Polymer freestanding membranes with permanent bipolar patterns are fabricated by "pyroelectrification". The thermal stimulation of periodically poled lithium niobate (PPLN) crystals simultaneously generates the pyroelectric effect, the glass transition of the polymer, and therefore the periodic electric poling of the polymer. The reliability of these membranes is demonstrated for applications under both dry and wet conditions, including cell patterning.
A simple and rapid process for multiscale printing of bioinks with dot widths ranging from hundreds of microns down to 0.5 μm is presented. The process makes use of spontaneous surface charges generated pyroelectrically that are able to draw little daughter droplets directly from the free meniscus of a mother drop through jetting ("p-jet"), thus avoiding time-consuming and expensive fabrication of microstructured nozzles. Multiscale can be easily achieved by modulating the parameters of the p-jet process. Here, it is shown that the p-jet allows us to print well-defined adhesion islands where NIH-3T3 fibroblasts are constrained to live into cluster configurations ranging from 20 down to single cell level. The proposed fabrication approach can be useful for high-throughput studies on cell adhesion, cytoskeleton organization, and stem cell differentiation.
In recent years, the use of probiotics in food and health has increased so much that usually market offers several functional fermented food or nutraceuticals containing probiotics, often also associated to prebiotics. Both in food industry and in pharmaceutics, it is very important the development and use of methodologies that quickly allow a precise overview about the microbial population present in a specific biological matrix, and to monitor over time any changes that it may undergo. In this work, we propose bio-speckle decorrelation as a tool for the fast evaluation of the effectiveness of microencapsulation as a preservation system. Although speckle grains are often treated as an impairment for imaging, they represent a precious source of information. Such information is rich enough to characterize bacterial dynamics in a fast and simple way suitable for applications in food science and industry. In fact, here we show that through bio-speckle decorrelation it is possible to quantify the shelf-time of alginate-encapsulated probiotic bacteria and their survival rate under simulated gastro-intestinal conditions.
Spiral shapes occur frequently in nature as in the case of snail shells or the cochlea - the auditory portion of the inner ear. They also inspire many technological devices that take advantage of this geometry. Here we show that μ-pyro-electrospinning is able to control whipping instabilities in order to form spiralling fibres (down to 300 nm thick) directly on a support with true microscale regularity. The results show that polymer concentration plays a key role in producing reliable and long spirals. We investigate the cell response to these spiral templates that, thanks to their true regularity, would be useful for developing innovative cochlea regeneration scaffolds.

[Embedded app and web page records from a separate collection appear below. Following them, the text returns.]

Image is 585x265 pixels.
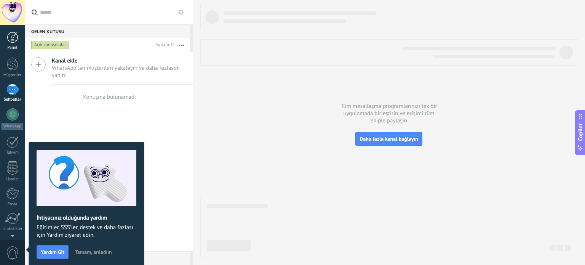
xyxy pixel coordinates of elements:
[2,123,23,130] div: WhatsApp
[75,249,112,254] span: Tamam, anladım
[37,223,136,239] span: Eğitimler, SSS'ler, destek ve daha fazlası için Yardım ziyaret edin.
[52,64,186,79] span: WhatsApp'tan müşterileri yakalayın ve daha fazlasını yapın!
[71,246,115,257] button: Tamam, anladım
[83,93,136,101] div: Konuşma bulunamadı
[25,24,190,38] div: Gelen Kutusu
[152,41,174,49] div: Toplam: 0
[359,135,418,142] span: Daha fazla kanal bağlayın
[52,57,186,64] span: Kanal ekle
[37,245,69,259] button: Yardım Git
[576,123,584,140] span: Copilot
[2,226,24,231] div: İstatistikler
[2,97,24,102] div: Sohbetler
[355,132,422,145] button: Daha fazla kanal bağlayın
[2,177,24,182] div: Listeler
[37,214,136,221] h2: İhtiyacınız olduğunda yardım
[2,150,24,155] div: Takvim
[2,45,24,50] div: Panel
[2,73,24,78] div: Müşteriler
[41,249,64,254] span: Yardım Git
[2,201,24,206] div: Posta
[31,40,69,49] div: Açık konuşmalar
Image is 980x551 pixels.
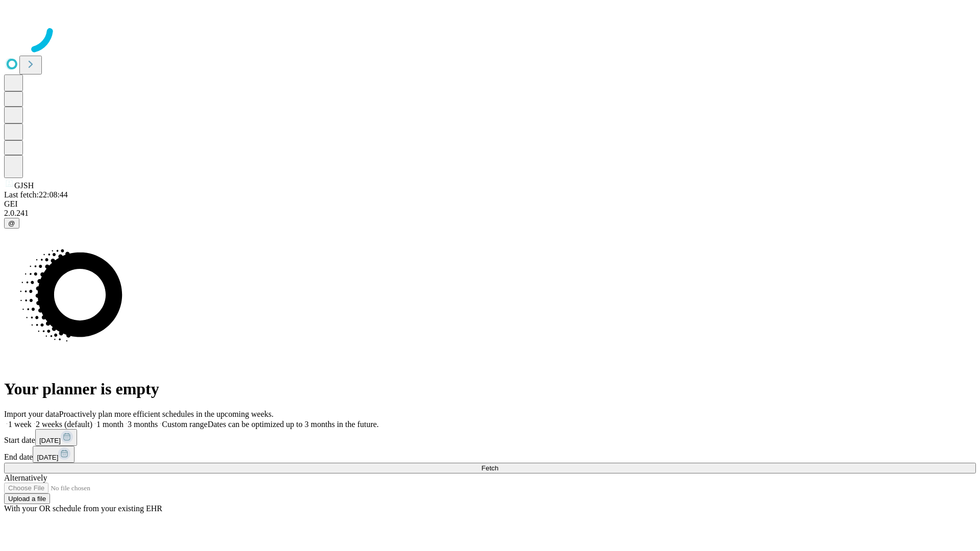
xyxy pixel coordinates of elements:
[14,181,34,190] span: GJSH
[208,420,379,429] span: Dates can be optimized up to 3 months in the future.
[4,190,68,199] span: Last fetch: 22:08:44
[128,420,158,429] span: 3 months
[4,200,976,209] div: GEI
[4,218,19,228] button: @
[4,429,976,446] div: Start date
[162,420,207,429] span: Custom range
[8,420,32,429] span: 1 week
[4,494,50,505] button: Upload a file
[4,410,60,419] span: Import your data
[32,446,74,463] button: [DATE]
[4,463,976,474] button: Fetch
[96,420,123,429] span: 1 month
[481,464,498,472] span: Fetch
[8,220,15,227] span: @
[4,209,976,218] div: 2.0.241
[37,454,58,461] span: [DATE]
[4,505,162,513] span: With your OR schedule from your existing EHR
[4,380,976,399] h1: Your planner is empty
[60,410,273,419] span: Proactively plan more efficient schedules in the upcoming weeks.
[36,420,93,429] span: 2 weeks (default)
[4,446,976,463] div: End date
[4,474,47,483] span: Alternatively
[40,437,61,444] span: [DATE]
[35,429,77,446] button: [DATE]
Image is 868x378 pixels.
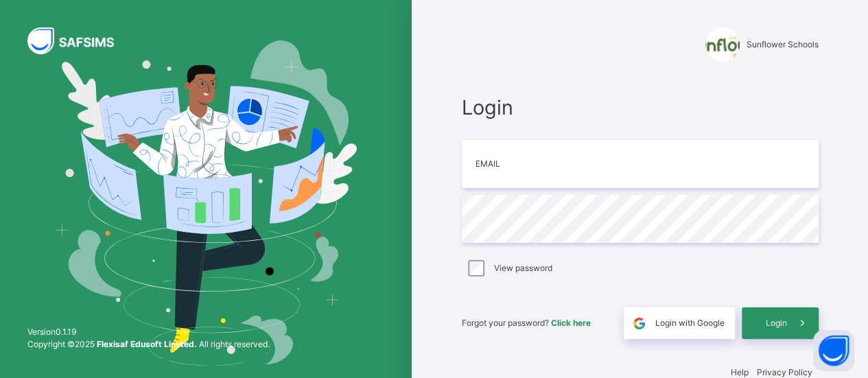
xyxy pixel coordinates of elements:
[494,262,553,274] label: View password
[27,27,130,55] img: SAFSIMS Logo
[731,367,748,377] a: Help
[551,317,590,328] a: Click here
[746,39,819,51] span: Sunflower Schools
[27,326,270,338] span: Version 0.1.19
[27,339,270,349] span: Copyright © 2025 All rights reserved.
[813,330,854,371] button: Open asap
[97,339,197,349] strong: Flexisaf Edusoft Limited.
[757,367,812,377] a: Privacy Policy
[766,317,787,330] span: Login
[462,93,819,122] span: Login
[631,315,647,331] img: google.396cfc9801f0270233282035f929180a.svg
[55,41,358,366] img: Hero Image
[656,317,724,330] span: Login with Google
[462,317,590,328] span: Forgot your password?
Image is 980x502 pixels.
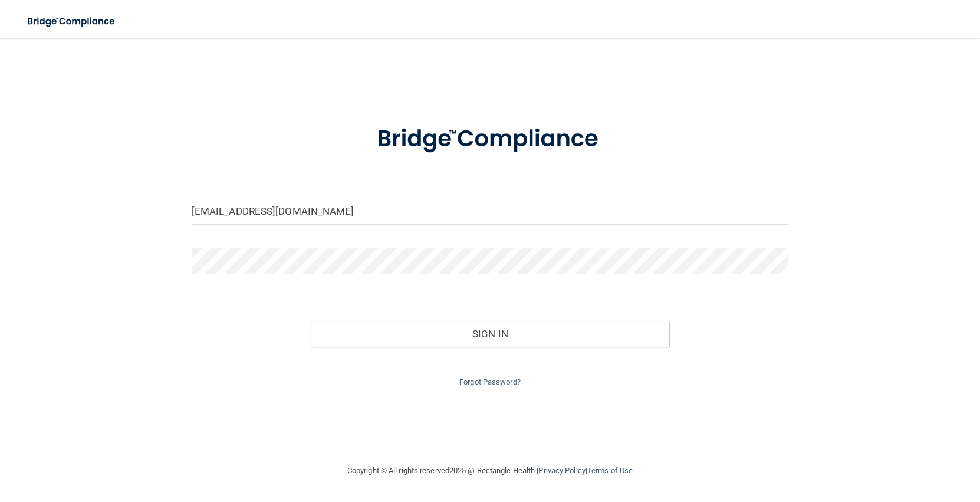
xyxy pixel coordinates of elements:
[18,10,126,34] img: bridge_compliance_login_screen.278c3ca4.svg
[776,418,966,466] iframe: Drift Widget Chat Controller
[460,378,521,387] a: Forgot Password?
[275,452,705,490] div: Copyright © All rights reserved 2025 @ Rectangle Health | |
[538,466,585,475] a: Privacy Policy
[191,198,789,225] input: Email
[353,109,627,170] img: bridge_compliance_login_screen.278c3ca4.svg
[588,466,633,475] a: Terms of Use
[311,321,670,347] button: Sign In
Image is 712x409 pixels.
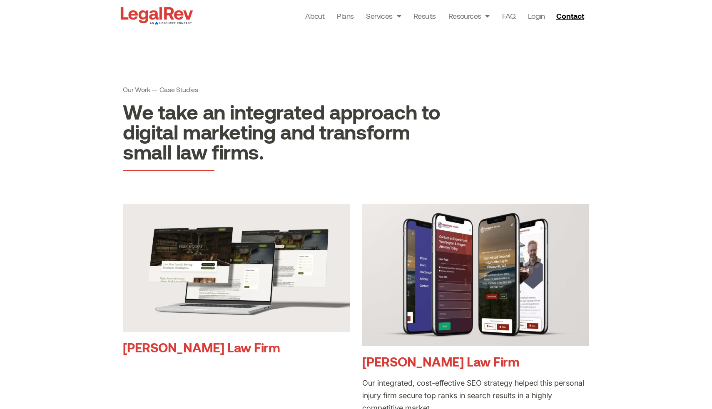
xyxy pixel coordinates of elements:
h1: Our Work — Case Studies [123,85,441,93]
span: Contact [556,12,584,20]
a: FAQ [502,10,515,22]
h2: We take an integrated approach to digital marketing and transform small law firms. [123,102,441,161]
a: Results [413,10,436,22]
a: Resources [448,10,489,22]
a: Plans [337,10,353,22]
a: Contact [553,9,589,22]
img: Conversion-Optimized Injury Law Website [362,204,589,346]
a: [PERSON_NAME] Law Firm [123,339,280,355]
nav: Menu [305,10,544,22]
a: [PERSON_NAME] Law Firm [362,353,519,369]
a: Services [366,10,401,22]
a: About [305,10,324,22]
a: Login [528,10,544,22]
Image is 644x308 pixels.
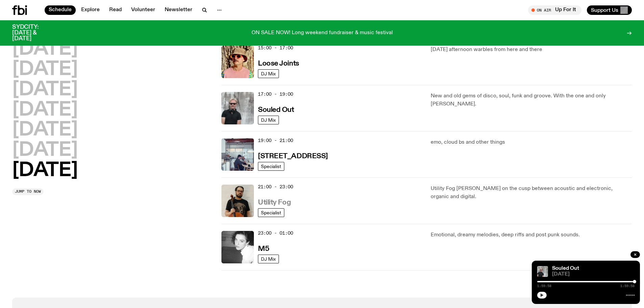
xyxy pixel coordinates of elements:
span: 15:00 - 17:00 [258,45,293,51]
a: Loose Joints [258,59,299,67]
span: Support Us [591,7,618,13]
span: Specialist [261,164,281,169]
span: Jump to now [15,190,41,194]
span: DJ Mix [261,117,276,123]
p: Utility Fog [PERSON_NAME] on the cusp between acoustic and electronic, organic and digital. [431,185,632,201]
button: [DATE] [12,141,78,160]
button: [DATE] [12,40,78,59]
a: Schedule [45,5,76,15]
p: Emotional, dreamy melodies, deep riffs and post punk sounds. [431,231,632,239]
h3: [STREET_ADDRESS] [258,153,328,160]
span: DJ Mix [261,71,276,76]
h3: M5 [258,246,269,253]
a: DJ Mix [258,255,279,263]
p: emo, cloud bs and other things [431,138,632,146]
img: A black and white photo of Lilly wearing a white blouse and looking up at the camera. [221,231,254,263]
button: [DATE] [12,101,78,120]
a: M5 [258,244,269,253]
span: DJ Mix [261,256,276,261]
a: Read [105,5,126,15]
h3: Utility Fog [258,199,291,206]
button: On AirUp For It [528,5,581,15]
button: [DATE] [12,121,78,140]
h3: SYDCITY: [DATE] & [DATE] [12,24,55,41]
h3: Souled Out [258,106,294,113]
button: Support Us [587,5,632,15]
span: 21:00 - 23:00 [258,184,293,190]
a: Volunteer [127,5,159,15]
a: Souled Out [258,105,294,113]
a: Specialist [258,209,284,217]
a: Explore [77,5,104,15]
button: Jump to now [12,189,44,195]
img: Stephen looks directly at the camera, wearing a black tee, black sunglasses and headphones around... [221,92,254,125]
img: Peter holds a cello, wearing a black graphic tee and glasses. He looks directly at the camera aga... [221,185,254,217]
span: 19:00 - 21:00 [258,138,293,144]
a: Specialist [258,162,284,171]
a: [STREET_ADDRESS] [258,152,328,160]
button: [DATE] [12,81,78,99]
a: DJ Mix [258,116,279,125]
span: 17:00 - 19:00 [258,91,293,97]
p: New and old gems of disco, soul, funk and groove. With the one and only [PERSON_NAME]. [431,92,632,108]
p: [DATE] afternoon warbles from here and there [431,46,632,54]
span: 1:59:58 [537,284,551,288]
span: Specialist [261,210,281,215]
h3: Loose Joints [258,60,299,67]
a: Utility Fog [258,198,291,206]
img: Stephen looks directly at the camera, wearing a black tee, black sunglasses and headphones around... [537,266,548,277]
button: [DATE] [12,161,78,180]
a: DJ Mix [258,69,279,78]
img: Pat sits at a dining table with his profile facing the camera. Rhea sits to his left facing the c... [221,138,254,171]
span: 1:59:58 [620,284,634,288]
span: 23:00 - 01:00 [258,230,293,237]
img: Tyson stands in front of a paperbark tree wearing orange sunglasses, a suede bucket hat and a pin... [221,46,254,78]
span: [DATE] [552,272,634,277]
p: ON SALE NOW! Long weekend fundraiser & music festival [251,30,393,36]
a: Souled Out [552,266,579,271]
a: Newsletter [161,5,197,15]
button: [DATE] [12,60,78,79]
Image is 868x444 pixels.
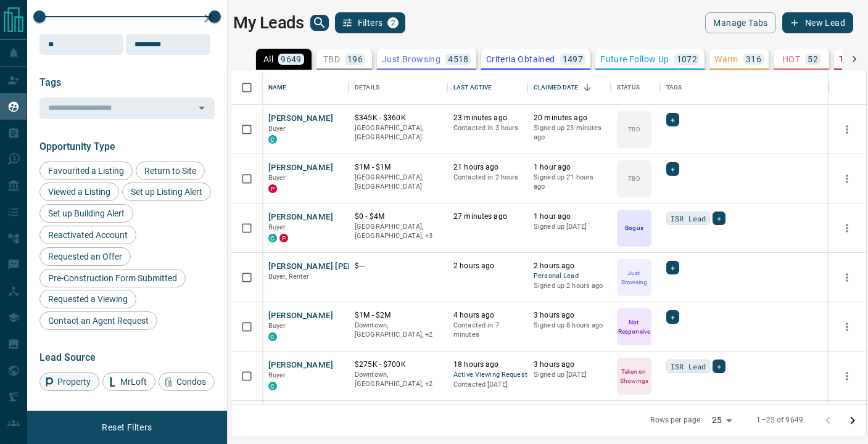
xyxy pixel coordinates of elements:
div: Details [349,70,447,105]
div: Condos [159,372,215,391]
p: 4518 [448,55,469,64]
div: Last Active [453,70,492,105]
p: Future Follow Up [600,55,668,64]
div: Requested a Viewing [40,290,137,308]
p: 18 hours ago [453,359,521,370]
span: ISR Lead [670,360,706,372]
div: Return to Site [136,162,205,180]
p: Contacted in 7 minutes [453,321,521,340]
button: [PERSON_NAME] [268,113,333,125]
span: Buyer [268,125,286,133]
button: more [838,219,856,237]
div: condos.ca [268,233,277,242]
span: Condos [172,377,210,386]
p: 3 hours ago [534,310,604,321]
p: Not Responsive [618,318,650,336]
p: Rows per page: [650,414,702,425]
span: Tags [40,77,61,88]
p: $--- [354,260,441,271]
button: [PERSON_NAME] [268,211,333,223]
div: Contact an Agent Request [40,311,157,330]
div: Favourited a Listing [40,162,133,180]
button: more [838,367,856,385]
button: more [838,318,856,336]
span: + [670,261,675,274]
p: 52 [808,55,818,64]
p: 3 hours ago [534,359,604,370]
div: condos.ca [268,332,277,341]
button: Open [193,99,210,116]
span: Buyer [268,371,286,379]
p: Contacted in 2 hours [453,172,521,182]
p: All [263,55,273,64]
div: MrLoft [103,372,155,391]
span: Return to Site [140,166,200,175]
span: ISR Lead [670,212,706,225]
span: Buyer [268,174,286,182]
p: 9649 [281,55,302,64]
p: $0 - $4M [354,211,441,222]
button: Filters2 [335,13,406,33]
span: Contact an Agent Request [44,316,153,325]
div: Set up Building Alert [40,204,133,223]
button: [PERSON_NAME] [268,359,333,371]
p: $275K - $700K [354,359,441,370]
button: [PERSON_NAME] [268,310,333,322]
span: Buyer, Renter [268,272,310,280]
p: Bogus [625,223,643,232]
div: Requested an Offer [40,247,131,265]
span: Requested a Viewing [44,294,132,304]
p: 20 minutes ago [534,113,604,123]
button: search button [310,15,329,31]
p: TBD [628,125,640,134]
p: 1 hour ago [534,162,604,172]
p: 27 minutes ago [453,211,521,222]
span: MrLoft [116,377,151,386]
span: Viewed a Listing [44,187,115,197]
span: Property [53,377,95,386]
div: Name [262,70,349,105]
div: + [666,113,679,126]
p: TBD [628,174,640,183]
span: Opportunity Type [40,140,115,152]
p: Warm [714,55,738,64]
p: 1 hour ago [534,211,604,222]
button: New Lead [782,13,853,33]
div: Last Active [447,70,527,105]
p: Signed up [DATE] [534,370,604,380]
div: + [713,211,725,225]
div: Reactivated Account [40,226,137,244]
div: Tags [660,70,828,105]
p: Criteria Obtained [486,55,555,64]
div: + [713,359,725,373]
p: HOT [782,55,800,64]
span: Favourited a Listing [44,166,128,175]
span: + [670,311,675,323]
p: [GEOGRAPHIC_DATA], [GEOGRAPHIC_DATA] [354,172,441,192]
span: + [670,163,675,175]
p: 21 hours ago [453,162,521,172]
button: Sort [578,79,596,96]
button: Reset Filters [94,416,160,438]
div: + [666,310,679,323]
p: Signed up 23 minutes ago [534,123,604,142]
span: 2 [388,18,397,27]
span: Set up Listing Alert [127,187,206,197]
p: Signed up 2 hours ago [534,281,604,291]
div: Viewed a Listing [40,182,119,201]
div: Tags [666,70,682,105]
span: Buyer [268,223,286,231]
span: Lead Source [40,352,96,363]
p: Contacted in 3 hours [453,123,521,133]
p: Just Browsing [618,268,650,287]
span: + [717,212,721,225]
div: condos.ca [268,135,277,143]
p: Taken on Showings [618,367,650,385]
div: + [666,162,679,175]
span: Set up Building Alert [44,208,129,218]
p: 2 hours ago [453,260,521,271]
div: Claimed Date [527,70,611,105]
span: + [717,360,721,372]
div: Set up Listing Alert [122,182,211,201]
p: 1–25 of 9649 [756,414,803,425]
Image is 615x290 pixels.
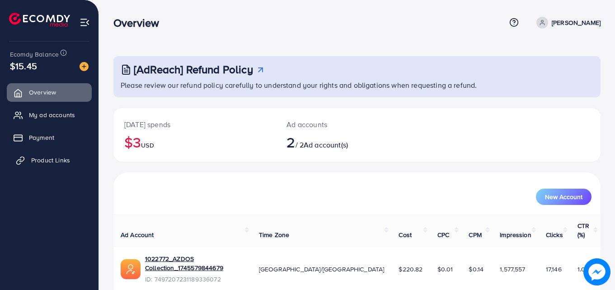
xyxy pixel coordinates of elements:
[9,13,70,27] img: logo
[398,264,422,273] span: $220.82
[124,119,265,130] p: [DATE] spends
[121,230,154,239] span: Ad Account
[7,106,92,124] a: My ad accounts
[551,17,600,28] p: [PERSON_NAME]
[29,88,56,97] span: Overview
[546,230,563,239] span: Clicks
[259,264,384,273] span: [GEOGRAPHIC_DATA]/[GEOGRAPHIC_DATA]
[286,119,387,130] p: Ad accounts
[500,264,525,273] span: 1,577,557
[124,133,265,150] h2: $3
[398,230,411,239] span: Cost
[141,140,154,150] span: USD
[437,264,453,273] span: $0.01
[7,83,92,101] a: Overview
[79,62,89,71] img: image
[10,59,37,72] span: $15.45
[79,17,90,28] img: menu
[121,259,140,279] img: ic-ads-acc.e4c84228.svg
[536,188,591,205] button: New Account
[468,264,483,273] span: $0.14
[134,63,253,76] h3: [AdReach] Refund Policy
[259,230,289,239] span: Time Zone
[468,230,481,239] span: CPM
[500,230,531,239] span: Impression
[577,264,589,273] span: 1.09
[583,258,610,285] img: image
[577,221,589,239] span: CTR (%)
[29,133,54,142] span: Payment
[145,274,244,283] span: ID: 7497207231189336072
[533,17,600,28] a: [PERSON_NAME]
[145,254,244,272] a: 1022772_AZDOS Collection_1745579844679
[7,151,92,169] a: Product Links
[7,128,92,146] a: Payment
[31,155,70,164] span: Product Links
[121,79,595,90] p: Please review our refund policy carefully to understand your rights and obligations when requesti...
[546,264,561,273] span: 17,146
[545,193,582,200] span: New Account
[286,131,295,152] span: 2
[10,50,59,59] span: Ecomdy Balance
[113,16,166,29] h3: Overview
[304,140,348,150] span: Ad account(s)
[286,133,387,150] h2: / 2
[437,230,449,239] span: CPC
[29,110,75,119] span: My ad accounts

Biofilms are detrimental to human life and industrial processes due to potential infections, contaminations, and deterioration. Therefore, the evaluation of microbial capability to form biofilms is of fundamental importance for assessing how different environmental factors may affect their vitality. Nowadays, the approaches used for biofilm evaluation are still poor in reliability and rapidity and often provide contradictory results. Here, we present what we call biofilm electrostatic test (BET) as a simple, rapid, and highly reproducible tool for evaluating in vitro the ability of bacteria to form biofilms through electrostatic interaction with a pyroelectrified carrier. The results show how the BET is able to produce viable biofilms with a density 6-fold higher than that on the control, after just 2 h incubation. The BET could pave the way to a rapid standardization of the evaluation of bacterial resistance among biofilm-producing microorganisms. In fact, due to its simplicity and cost-effectiveness, it is well suited for a rapid and easy implementation in a microbiology laboratory.